Eco-Industrial Parks:
The Case for Private Planning
RS-00-1: 2000
by Pierre Desrochers
Executive Summary
About the Author
About PERC Research Studies
Industrial ecologists are championing eco-industrial parks or EIPs as tools for pursuing sustainable development. An EIP is a community of companies located in one region that exchange and make use of each other’s by-products or energy. Among the best known is Kalundborg, Denmark, a city in which the major industries and the local government trade their waste streams and energy resources.
Many commentators see Kalundborg as a model that should be copied and improved upon. “Imagine what a team of designers could come up with if they were to start from scratch, locating and specifying industries and factories that had potentially synergistic and symbiotic relationships,” writes Paul Hawken (1993, 63), author of The Ecology of Commerce. Ernest A. Lowe (1997, 58) points out that “while industrial ecosystems must be largely self-organizing, there is a significant role for an organizing team in educating potential participants to the opportunities and in creating the conditions that support the development.” Because of this enthusiastic endorsement, numerous EIPs have been planned in North and South America, Southeast Asia, Europe and Southern Africa (Ayres 1996; Indigo Development 1998; Gertler 1995; Lowe 1997).
Kalundborg, a small city on the island of Seeland, 75 miles west of Copenhagen, is indeed an impressive example of a recycling network. In this city of 20,000, the four main industries–a coal-fired power plant (Asnæs), a refinery (Statoil), a pharmaceuticals and enzymes maker (Novo Nordisk), a plasterboard manufacturer (Gyproc), as well as the municipal government and a few smaller businesses–feed on each others’ wastes, in the process turning them into useful inputs.
The Asnæs power company supplies residual steam to the Statoil refinery and, in exchange, receives refinery gas that used to be flared as waste. The power plant burns the refinery gas to generate electricity and steam. It sends excess steam to a fish farm that it operates, to a district heating system serving 3,500 homes, and to the Novo Nordisk plant. Sludge from the fish farm and pharmaceutical processes becomes fertilizer for nearby farms. The power plant sends fly ash to a cement company, while gypsum produced by the power plant’s desulfurization process goes to a company that produces gypsum wallboard. Finally, the Statoil refinery removes sulfur from its natural gas and sells it to Kemira, a sulfuric acid manufacturer.
However, consultants did not design, nor did Danish government officials finance, Kalundborg’s industrial symbiosis. It was, rather, the result of many separate bilateral deals between companies searching to reduce waste treatment and disposal costs and to gain access to cheaper materials and energy while generating income from production residue. Kalundborg, like other similar examples, developed entirely through market forces (Garner and Keoleian 1995; Gertler 1995; Lowe et al. 1996; Schwartz and Steininger 1997). Today, there is still no higher level of administration managing the interaction of Kalundborg companies and local government. (Lowe 1997, 59). Jorgen Christensen, a spokesperson for Novo Nordisk, notes: “I was asked to speak on ‘how you designed Kalundborg.’ We didn’t design the whole thing. It wasn’t designed at all. It happened over time” (Lowe 1995, 15).
This essay shows that the movement toward public planning of eco-industrial parks rests on a misreading of the Kalundborg experience. Kalundborg is not unique but rather is characteristic of industrial loops that cities have fostered for hundreds and even thousands of years. To assume that EIP planners can replicate and improve upon Kalundborg reflects insufficient knowledge of how market forces have historically promoted resource recovery.
This essay compares private and public mechanisms in the development of industrial loops and illustrates how regulation of hazardous waste in the United States currently thwarts such industrial symbiosis. The essay concludes by arguing that greater reliance on market forces would be the most effective way of replicating the Danish experience.
Pierre Desrochers is a senior research fellow at the Institute for Policy Study at Johns Hopkins University. He received his Ph.D. in geography from the University of Montreal in January 2000. He has a master’s degree in urban studies from the National Institute of Scientific Research in Montreal and a B.A. in political science from the University of Montreal. After learning of informal recycling networks in the Montreal area, Desrochers developed an interest in the emerging field of industrial ecology and received a Mitchell Prize Young Scholar Award from the Houston Advanced Research Center for a paper on resource recovery. He wrote “Eco-Industrial Parks: The Case for Private Planning” as a graduate fellow at PERC during the summer of 1999. He was named PERC’s 1999 William S. Broadbent Fellow in recognition of the quality of his work.
“Eco-Industrial Parks: The Case for Private Planning” by Pierre Desrochers is the first in a new series of studies that expand the outreach of the Political Economy Research Center (PERC). These papers, written by PERC fellows, associates, and colleagues, are designed to give scholars and policy analysts background for understanding today’s environmental policy issues. More academic than our PERC Policy Series papers, these studies illustrate PERC’s ongoing commitment to high-quality, policy-relevant research.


TASK INSTRUCTIONS: Please restate the records that follow word for word, omitting any images.

(DATA SUPPLIED Opens)

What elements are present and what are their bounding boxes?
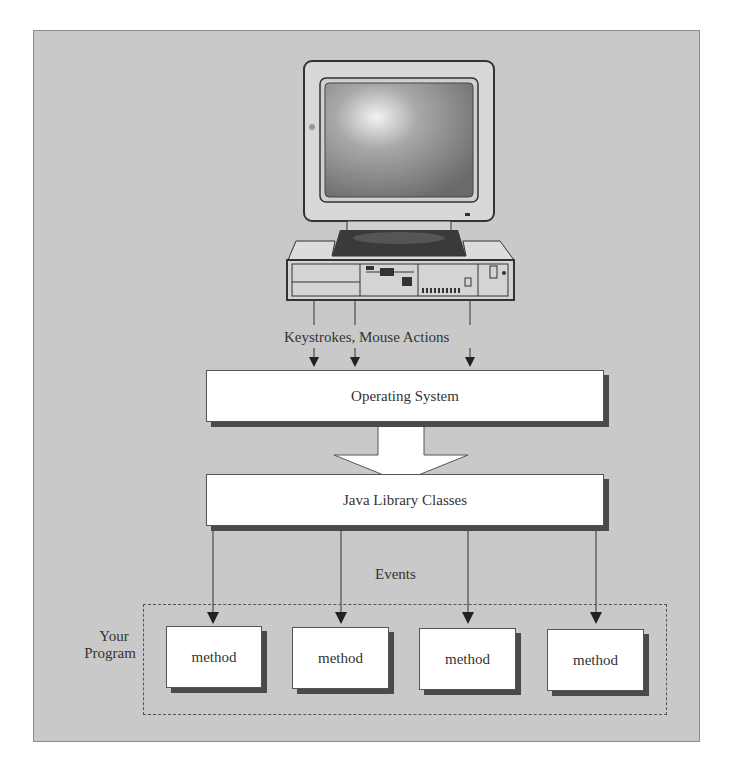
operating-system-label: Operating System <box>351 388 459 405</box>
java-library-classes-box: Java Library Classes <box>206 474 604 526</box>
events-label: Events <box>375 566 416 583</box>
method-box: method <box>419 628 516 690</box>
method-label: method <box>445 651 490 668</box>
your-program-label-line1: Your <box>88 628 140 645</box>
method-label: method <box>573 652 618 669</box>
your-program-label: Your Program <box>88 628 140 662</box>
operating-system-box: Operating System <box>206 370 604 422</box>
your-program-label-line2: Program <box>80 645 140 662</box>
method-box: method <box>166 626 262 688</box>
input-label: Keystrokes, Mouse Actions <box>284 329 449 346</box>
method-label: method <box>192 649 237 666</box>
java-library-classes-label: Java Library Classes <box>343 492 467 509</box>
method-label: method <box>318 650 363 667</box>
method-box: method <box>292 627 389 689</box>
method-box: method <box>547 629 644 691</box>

(DATA SUPPLIED Closes)

EXERCISE RESPONSE:
What elements are present and what are their bounding boxes?
operating-system-label: Operating System <box>351 388 459 405</box>
java-library-classes-box: Java Library Classes <box>206 474 604 526</box>
events-label: Events <box>375 566 416 583</box>
method-box: method <box>419 628 516 690</box>
method-label: method <box>445 651 490 668</box>
your-program-label-line1: Your <box>88 628 140 645</box>
method-label: method <box>573 652 618 669</box>
your-program-label: Your Program <box>88 628 140 662</box>
operating-system-box: Operating System <box>206 370 604 422</box>
your-program-label-line2: Program <box>80 645 140 662</box>
method-box: method <box>166 626 262 688</box>
input-label: Keystrokes, Mouse Actions <box>284 329 449 346</box>
method-label: method <box>192 649 237 666</box>
java-library-classes-label: Java Library Classes <box>343 492 467 509</box>
method-label: method <box>318 650 363 667</box>
method-box: method <box>292 627 389 689</box>
method-box: method <box>547 629 644 691</box>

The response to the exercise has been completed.